Net-zero commitments involve pledges to reduce greenhouse gas emissions to levels that can be balanced by carbon removal, typically by a specified date such as 2050. Making a credible net-zero commitment requires understanding current emissions across all scopes, identifying reduction pathways aligned with climate science, committing to interim targets that demonstrate near-term progress, and implementing programs that actually produce reductions rather than just commitments. Organizations should not make net-zero commitments without the underlying analysis and capability because commitments that are not supported by credible implementation create reputational and legal risk. Net-zero planning should be treated as a strategic initiative with the governance, investment, and attention that significant commitments deserve.
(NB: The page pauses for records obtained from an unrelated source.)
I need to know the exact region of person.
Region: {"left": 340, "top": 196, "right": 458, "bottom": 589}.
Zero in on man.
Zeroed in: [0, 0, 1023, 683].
ESG increasingly affects access to capital through multiple mechanisms. Institutional investors apply ESG criteria in their investment decisions, affecting cost of equity for companies with weaker ESG profiles. Banks consider ESG factors in lending decisions, with pricing and access affected for sectors and companies with higher ESG risk. Green bond and sustainability-linked financing require specific ESG characteristics or commitments. Regulatory frameworks including EU taxonomy create specific financing implications for activities that qualify as sustainable. The cumulative effect is that ESG performance affects cost and availability of capital in ways that were not previously true. Organizations that have not addressed ESG often find that financing options have narrowed in ways they did not anticipate.
Building effective ESG capability is a multi-year program. Initial assessment and strategy work can be completed in 3 to 6 months. Data infrastructure and measurement capability typically takes 12 to 24 months to build to a level that supports reliable disclosure. Assurance readiness adds additional time for methodology refinement and evidence development. Sustained capability that continues improving requires ongoing investment rather than project completion. Organizations that attempt to compress ESG capability building into short timeframes often produce capability that satisfies immediate needs without establishing the foundation for continuing requirements. Organizations that start earlier and build systematically produce better outcomes than organizations that wait until pressure forces action.
Build ESG Capability for Requirements That Are Only Getting Stronger
ESG capability has moved from voluntary aspiration to operational requirement driven by regulation, investor expectations, and business necessity. SARC's consulting practice brings the technical depth and implementation experience to help organizations build ESG capability that meets current requirements and accommodates the trajectory ahead.